Photographer Marco Breuer will speak about his body of work and his current exhibition at Von Lintel Gallery in New York with curator and critic Brett Littman. Breuer's solo exhibition, "Nature of the Pencil," will be on view through December 4, 2010.  Born in Germany, Breuer has work in numerous museum collections including The Museum of Modern Art, New York; the New York Public Library; and the San Francisco Museum of Modern Art. Brett Littman is the executive director of The Drawing Center in New York and the former deputy director at P.S.1 Contemporary Art Center.
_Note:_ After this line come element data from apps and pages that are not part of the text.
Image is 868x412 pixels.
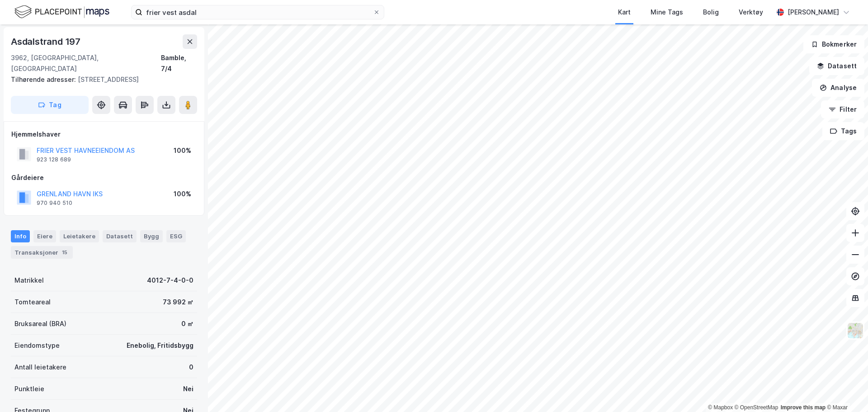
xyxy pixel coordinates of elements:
[12,173,196,183] div: Gårdeiere
[15,318,66,329] div: Bruksareal (BRA)
[15,275,44,286] div: Matrikkel
[15,361,66,373] div: Antall leietakere
[59,230,99,242] div: Leietakere
[787,7,839,18] div: [PERSON_NAME]
[189,361,193,373] div: 0
[821,100,864,119] button: Filter
[823,368,868,412] iframe: Chat Widget
[11,74,189,85] div: [STREET_ADDRESS]
[823,122,864,140] button: Tags
[60,248,69,256] div: 15
[781,404,826,410] a: Improve this map
[651,7,683,18] div: Mine Tags
[739,7,763,18] div: Verktøy
[11,230,30,242] div: Info
[166,230,186,242] div: ESG
[11,95,89,114] button: Tag
[173,145,191,156] div: 100%
[708,404,732,410] a: Mapbox
[37,199,72,206] div: 970 940 510
[140,230,163,242] div: Bygg
[161,52,197,74] div: Bamble, 7/4
[15,340,59,350] div: Eiendomstype
[803,35,864,53] button: Bokmerker
[618,7,631,18] div: Kart
[809,57,864,75] button: Datasett
[735,404,779,410] a: OpenStreetMap
[812,79,864,97] button: Analyse
[142,5,373,19] input: Søk på adresse, matrikkel, gårdeiere, leietakere eller personer
[15,296,51,307] div: Tomteareal
[11,52,161,74] div: 3962, [GEOGRAPHIC_DATA], [GEOGRAPHIC_DATA]
[846,322,864,339] img: Z
[183,384,193,394] div: Nei
[126,340,193,350] div: Enebolig, Fritidsbygg
[15,4,109,20] img: logo.f888ab2527a4732fd821a326f86c7f29.svg
[11,35,82,49] div: Asdalstrand 197
[147,275,193,286] div: 4012-7-4-0-0
[37,156,71,163] div: 923 128 689
[173,189,191,199] div: 100%
[11,246,72,259] div: Transaksjoner
[703,7,719,18] div: Bolig
[12,129,196,139] div: Hjemmelshaver
[11,75,78,83] span: Tilhørende adresser:
[15,384,45,394] div: Punktleie
[33,230,56,242] div: Eiere
[181,318,193,329] div: 0 ㎡
[163,296,193,307] div: 73 992 ㎡
[102,230,136,242] div: Datasett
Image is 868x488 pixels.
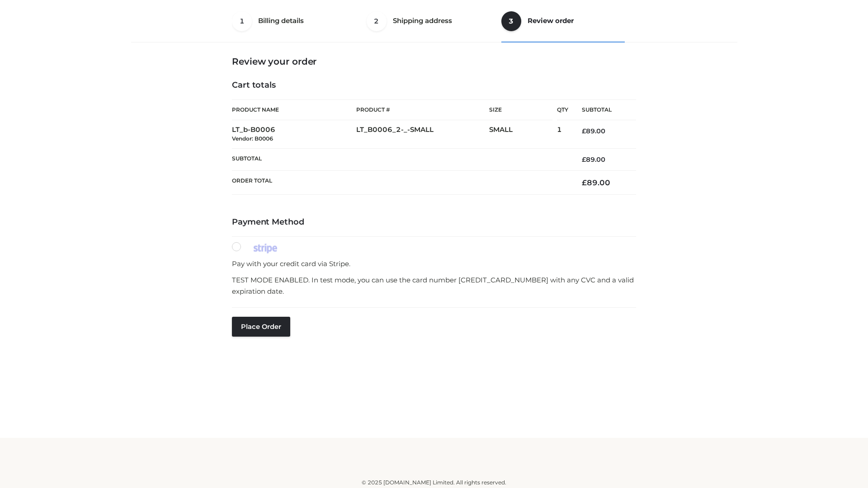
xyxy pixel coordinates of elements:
[232,99,356,120] th: Product Name
[232,56,636,67] h3: Review your order
[356,120,489,149] td: LT_B0006_2-_-SMALL
[568,100,636,120] th: Subtotal
[557,120,568,149] td: 1
[232,148,568,170] th: Subtotal
[232,274,636,297] p: TEST MODE ENABLED. In test mode, you can use the card number [CREDIT_CARD_NUMBER] with any CVC an...
[134,478,733,487] div: © 2025 [DOMAIN_NAME] Limited. All rights reserved.
[582,127,586,135] span: £
[557,99,568,120] th: Qty
[232,120,356,149] td: LT_b-B0006
[489,120,557,149] td: SMALL
[232,135,273,142] small: Vendor: B0006
[582,178,586,187] span: £
[582,178,610,187] bdi: 89.00
[489,100,552,120] th: Size
[582,155,586,164] span: £
[232,317,290,337] button: Place order
[582,127,605,135] bdi: 89.00
[582,155,605,164] bdi: 89.00
[356,99,489,120] th: Product #
[232,171,568,195] th: Order Total
[232,217,636,227] h4: Payment Method
[232,258,636,270] p: Pay with your credit card via Stripe.
[232,81,636,90] h4: Cart totals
Presented by the BFA Photography Department and Dear Dave, magazine.

Tuesday, November 16, 7pm
SVA Theatre, 333 West 23 Street
Free and open to the public

Tuesday, November 2, 2010

MARCO BREUER | Nature of the Pencil - New Yorker review

 
Although it may not be exactly accurate to call Breuer a photographer—he uses photographic paper but no camera—it's still surprising to see his excellent new show described as a "drawing installation." His work, like Vik Muniz's, has a strong graphic element, but the effect of Breuer's mark-making relies on the unique properties of photosensitive paper exposed to light. For the work here, he's scraped, scratched, and incised color papers to produce a series of unique, compact abstractions that buzz with energy. They’re hung on a thick band of blackboard paint full of chalk erasures and notations (e.g. "Chance-Control") that suggest not a schoolroom but a mad scientist's lab. Through Dec. 4.